On Thursday, November 5, 2020, within the context of Artissima 2020, Quartz Studio is pleased to present the first solo show in Turin by the Italian artist Giovanni Kronenberg (Milan, 1974).
For over fifteen years, Giovanni Kronenberg has been using sculpture and drawing to explore the notion of art as a human activity that resists interpretation and narrative approach. Artifacts, natural findings, and objects that have lost their use are subject to interventions and manipulations, sometimes ephemeral and almost imperceptible, other times more exuberant and invasive. His work is a quiet meditation on themes such as time, the erosion of meaning and value, and the space that human existence occupies within a horizon of events that transcends it.
Kronenberg defines the artifacts and objects he manipulates and exhibits as “not consumed by the gaze.” This statement clarifies his intention to make art defined by a continuous reworking of things and meanings that have been forgotten or obscured, far from contemporary technical or scientific knowledge. The drawings that go with his exhibitions are always small and made with colored pencils or pastels, following on his fascination with forms and materials that he excavates and reactivates, here with frequent references to the worlds of animals, minerals, and plants.

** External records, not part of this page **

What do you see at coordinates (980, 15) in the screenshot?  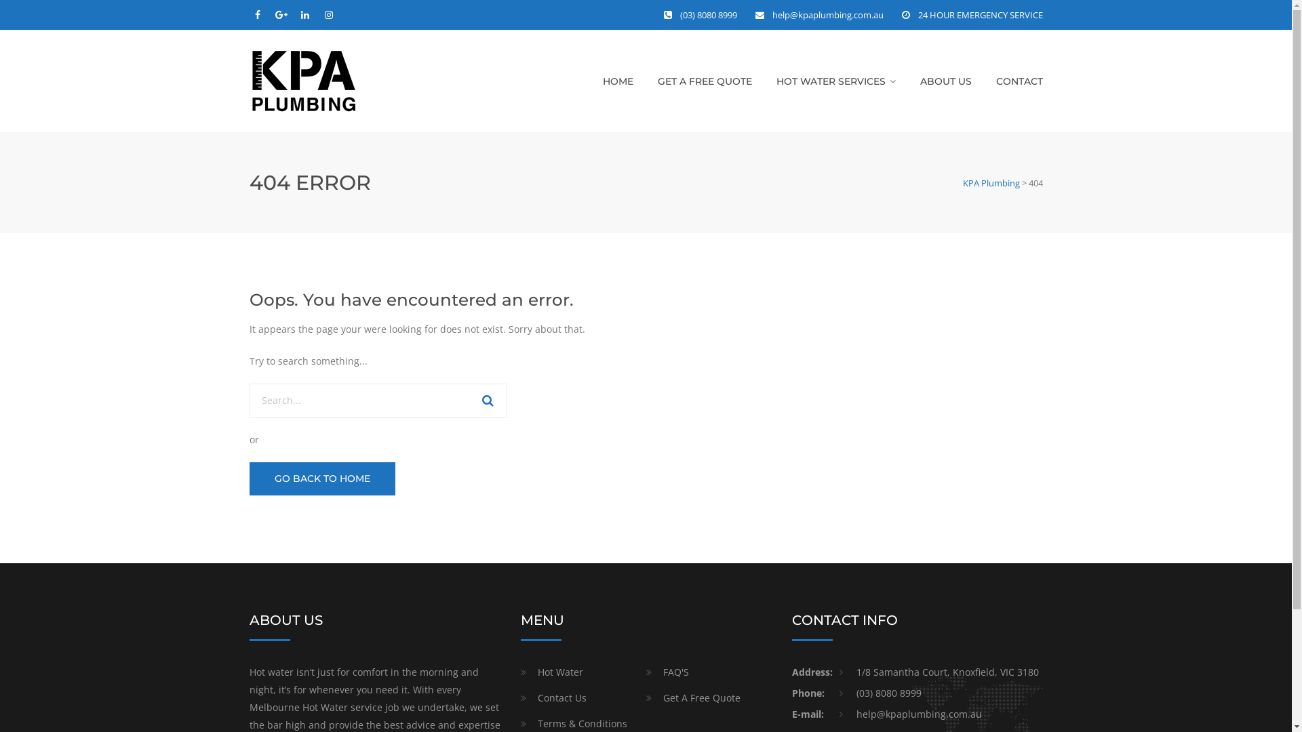 I see `24 HOUR EMERGENCY SERVICE` at bounding box center [980, 15]. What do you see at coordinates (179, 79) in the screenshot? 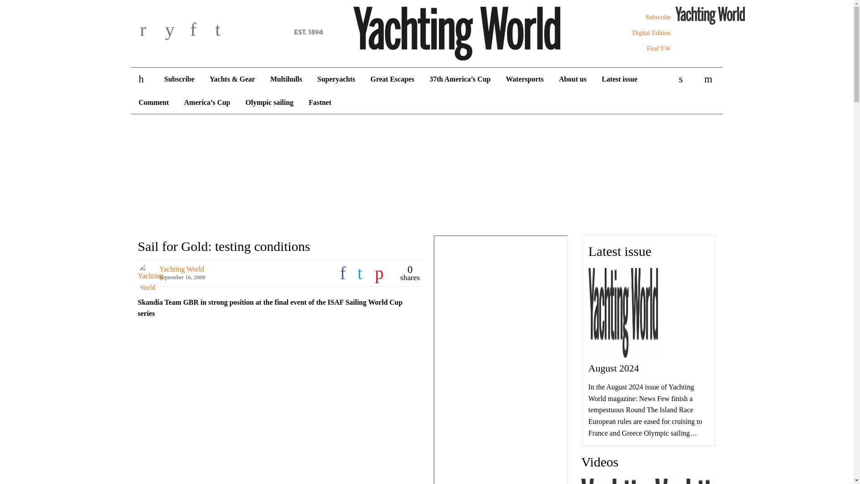
I see `Subscribe` at bounding box center [179, 79]. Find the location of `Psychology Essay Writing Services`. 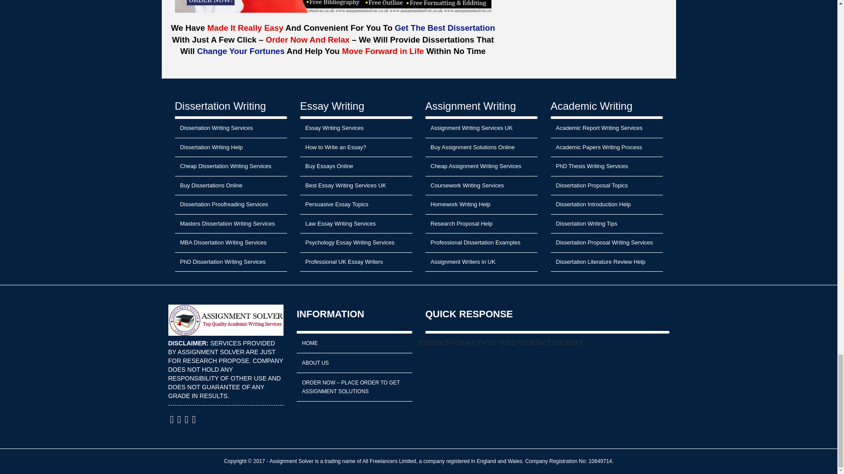

Psychology Essay Writing Services is located at coordinates (355, 243).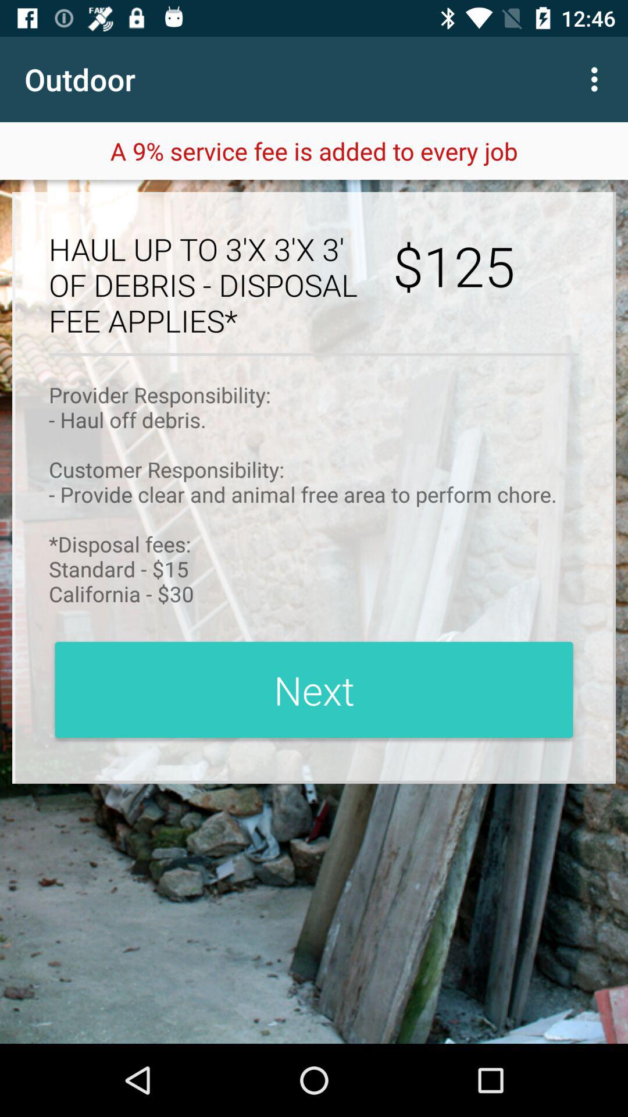 The width and height of the screenshot is (628, 1117). What do you see at coordinates (598, 79) in the screenshot?
I see `launch the icon to the right of the outdoor app` at bounding box center [598, 79].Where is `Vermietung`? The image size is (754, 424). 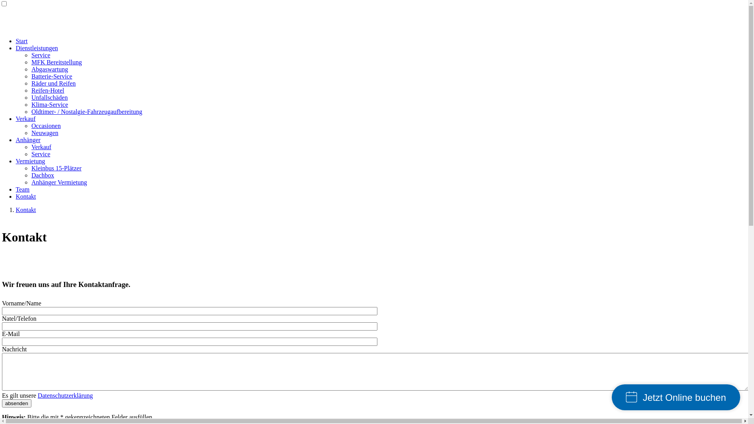
Vermietung is located at coordinates (31, 161).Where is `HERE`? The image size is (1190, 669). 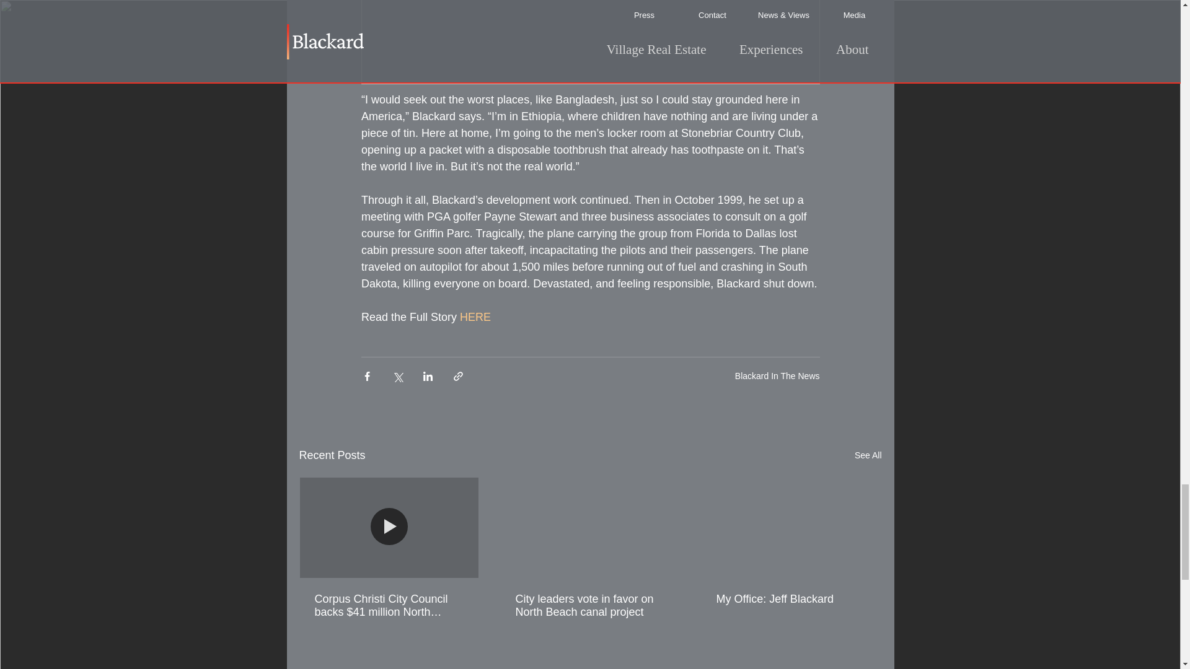 HERE is located at coordinates (475, 317).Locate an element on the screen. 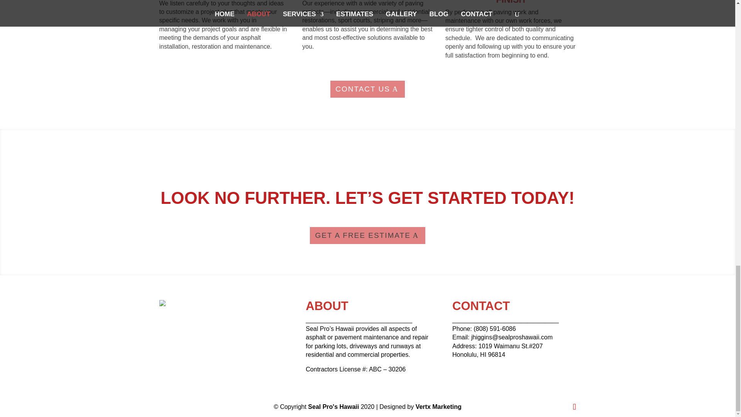  GET A FREE ESTIMATE is located at coordinates (368, 235).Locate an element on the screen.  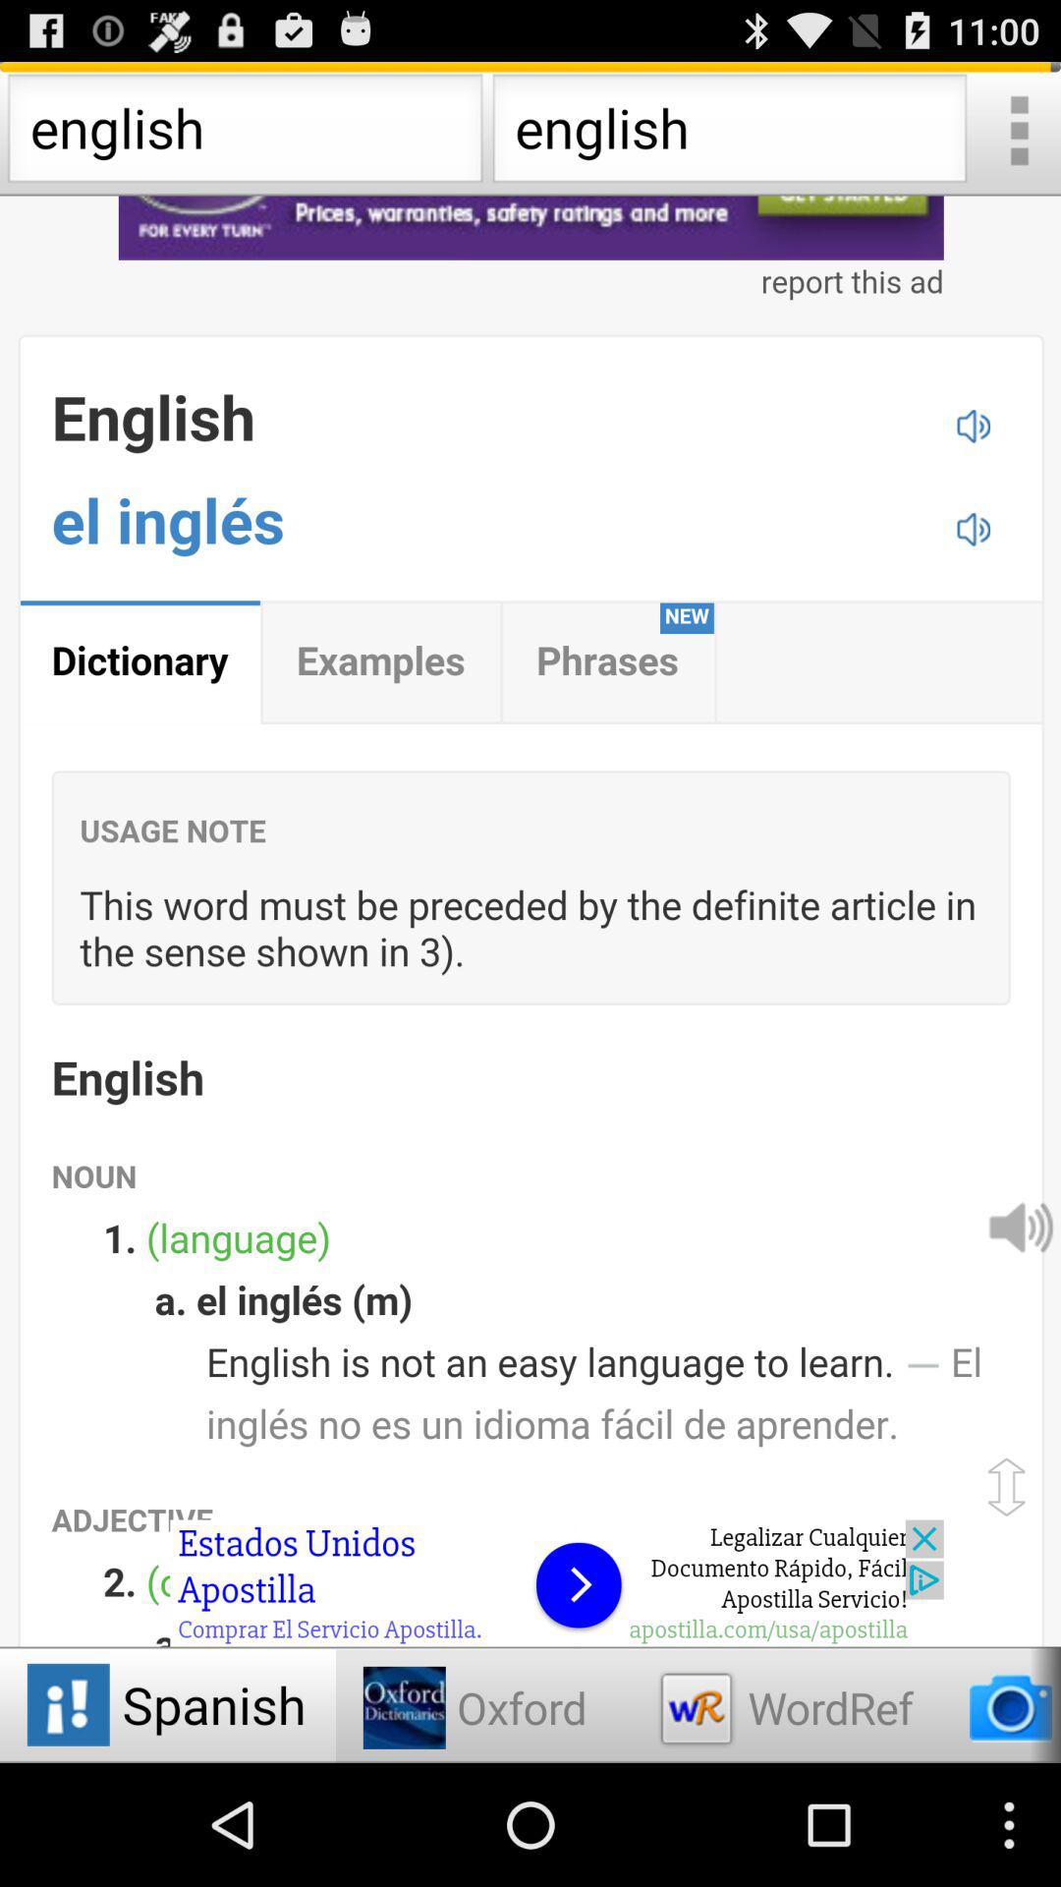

The work of Giovanni Kronenberg is the subject of an upcoming monographic publication due to be released at the beginning of December 2020 by Mousse Publishing. The book — the first comprehensive publication to cover the artist’s output from the last ten years — is edited by Alessandro Rabottini and features essays by Davide Ferri, Simone Menegoi, and Alessandro Rabottini, together with a conversation between the artist and Pavel S. Pyś.